From Experiment 2 of Fig. 12a, we can see that although the test users observe similar levels stereoscopic effects from the two sets of videos, Lang et al. (2010)’s videos are given slightly higher scores. However, the test users generally observe a much higher levels of distortions, jittering and uncomfortability from Lang et al. (2010)’s videos, in particular from Video 15. Figures  9 and 11 show snapshots of Videos 15 and 17, respectively.

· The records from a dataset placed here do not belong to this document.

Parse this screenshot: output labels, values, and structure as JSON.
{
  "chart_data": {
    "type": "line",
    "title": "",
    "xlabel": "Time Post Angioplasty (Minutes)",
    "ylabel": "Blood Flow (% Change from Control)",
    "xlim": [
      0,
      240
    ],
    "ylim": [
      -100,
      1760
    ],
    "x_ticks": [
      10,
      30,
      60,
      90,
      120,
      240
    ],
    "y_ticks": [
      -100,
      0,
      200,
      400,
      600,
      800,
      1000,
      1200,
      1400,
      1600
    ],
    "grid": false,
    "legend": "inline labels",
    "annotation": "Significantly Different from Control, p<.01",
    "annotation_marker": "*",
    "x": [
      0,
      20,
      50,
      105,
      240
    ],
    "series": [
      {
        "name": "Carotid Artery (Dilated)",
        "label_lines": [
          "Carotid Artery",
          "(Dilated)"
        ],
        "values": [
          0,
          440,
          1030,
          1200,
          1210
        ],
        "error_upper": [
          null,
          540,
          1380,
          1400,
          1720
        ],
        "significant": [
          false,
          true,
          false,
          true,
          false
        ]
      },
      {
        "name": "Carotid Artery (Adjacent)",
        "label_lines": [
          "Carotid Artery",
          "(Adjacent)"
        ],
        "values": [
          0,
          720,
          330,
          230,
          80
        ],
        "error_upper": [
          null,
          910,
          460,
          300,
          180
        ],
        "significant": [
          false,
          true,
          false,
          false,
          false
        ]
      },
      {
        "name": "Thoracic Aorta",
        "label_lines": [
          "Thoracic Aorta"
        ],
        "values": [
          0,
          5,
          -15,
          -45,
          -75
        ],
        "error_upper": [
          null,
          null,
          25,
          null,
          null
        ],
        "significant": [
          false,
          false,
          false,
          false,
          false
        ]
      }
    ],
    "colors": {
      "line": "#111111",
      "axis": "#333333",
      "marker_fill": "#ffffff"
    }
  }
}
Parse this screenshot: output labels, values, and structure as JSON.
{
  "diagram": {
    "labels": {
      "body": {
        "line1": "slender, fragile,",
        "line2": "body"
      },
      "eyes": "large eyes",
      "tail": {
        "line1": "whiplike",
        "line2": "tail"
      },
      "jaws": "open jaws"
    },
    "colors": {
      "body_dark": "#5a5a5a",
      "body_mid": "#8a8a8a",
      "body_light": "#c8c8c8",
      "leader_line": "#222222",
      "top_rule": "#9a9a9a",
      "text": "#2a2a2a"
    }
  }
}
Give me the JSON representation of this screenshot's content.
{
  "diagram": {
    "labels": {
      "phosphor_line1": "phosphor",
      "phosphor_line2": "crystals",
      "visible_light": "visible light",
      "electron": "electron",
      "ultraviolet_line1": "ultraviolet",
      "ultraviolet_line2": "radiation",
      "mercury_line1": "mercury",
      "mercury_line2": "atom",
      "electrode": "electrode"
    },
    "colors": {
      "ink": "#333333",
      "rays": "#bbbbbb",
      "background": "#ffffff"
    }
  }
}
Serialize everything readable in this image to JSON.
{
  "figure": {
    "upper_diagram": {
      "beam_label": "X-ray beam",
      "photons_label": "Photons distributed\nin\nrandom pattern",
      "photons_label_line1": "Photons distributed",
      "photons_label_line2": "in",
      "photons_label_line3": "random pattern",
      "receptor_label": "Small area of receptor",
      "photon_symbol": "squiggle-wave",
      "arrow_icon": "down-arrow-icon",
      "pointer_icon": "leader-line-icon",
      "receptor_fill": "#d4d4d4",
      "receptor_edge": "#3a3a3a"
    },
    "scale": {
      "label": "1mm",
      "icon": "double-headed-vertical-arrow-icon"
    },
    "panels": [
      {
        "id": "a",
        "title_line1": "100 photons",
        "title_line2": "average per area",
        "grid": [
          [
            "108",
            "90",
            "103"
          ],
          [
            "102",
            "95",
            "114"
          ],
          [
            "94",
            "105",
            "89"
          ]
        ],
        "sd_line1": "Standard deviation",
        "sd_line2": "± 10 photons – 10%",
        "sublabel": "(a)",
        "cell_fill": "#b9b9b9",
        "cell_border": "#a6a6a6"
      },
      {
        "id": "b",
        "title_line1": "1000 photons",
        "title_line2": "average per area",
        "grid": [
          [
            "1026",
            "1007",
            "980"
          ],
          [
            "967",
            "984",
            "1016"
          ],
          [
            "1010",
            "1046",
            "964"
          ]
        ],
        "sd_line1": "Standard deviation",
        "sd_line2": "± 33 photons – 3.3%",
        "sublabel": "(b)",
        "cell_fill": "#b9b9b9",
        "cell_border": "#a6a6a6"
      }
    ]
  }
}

Figure 12b shows that majority of the test users prefer our videos than the original videos (in Experiment 1) and Lang et al. (2010)’s videos (in Experiment 2). According to the collected figures, in Experiment 1, 64.29 % of test users prefer our videos. 14.29 % of test users cannot distinguish which videos are better. Only 21.43 % of test users prefer the original videos. In Experiment 2, 55.56 % of test users prefer our videos. 19.44 % of test users cannot distinguish which videos are better. Only 25 % of test users prefer Lang et al. (2010)’s videos. Judging from these results, it seems that when the quality of the videos are nearly the same as in Experiment 1, most users would prefer one with better stereoscopic effects as shown in Fig. 12b: Experiment 1. However, when the quality of the videos are different as in Experiment 2, most users would prefer one with higher quality as shown in Fig. 12b: Experiment 2, even though Lang et al. (2010)’s videos have slightly better stereoscopic effects.

7.2 Limitations

Our depth mapping method uses image warping to simultaneously adjust the positions of image pixels in the left and right images in order to remap the depth range of a stereo image. Thus, it shares the same limitation as the other methods that utilize image warping. In some extreme situations, such as mapping a small depth range to a very large depth range, it may not be able to preserve all image features well. For example, if a scene contains a number of similar objects, these objects may be warped differently and their shapes may not be exactly the same after depth mapping. In addition, in some homogeneous regions, we may not be able to extract enough keypoints for proper warping.

8 Conclusion

In this paper we have presented a depth mapping method for stereoscopic video depth range mapping, which can effectively map the original depth range to the objective depth range according to the viewing configuration. The proposed method considers image content, depth coherence and motion coherence of the input stereoscopic video through our optimization steps. As a result of these optimization steps, our method improves the depth range of the stereoscopic videos, while at the same time prevents 3D scene structure from distortion. It also preserves 3D image features, such as relative depth distance among neighboring features. To enforce depth and temporal coherence across video frames, we model the motion trajectories of matched keypoint pairs and correct the variation in differences among neighboring keypoint trajectories, and then use them to guide our depth mapping process. Our experimental results demonstrate the effectiveness of the proposed method.

However, our current implementation of this method is too slow for real-time depth mapping, in particular for high-resolution videos. As a future work, we are currently investigating the possibility of a GPU implementation of our method. We believe that a real-time depth mapping algorithm will be extremely useful in streaming stereoscopic videos for playback on different devices.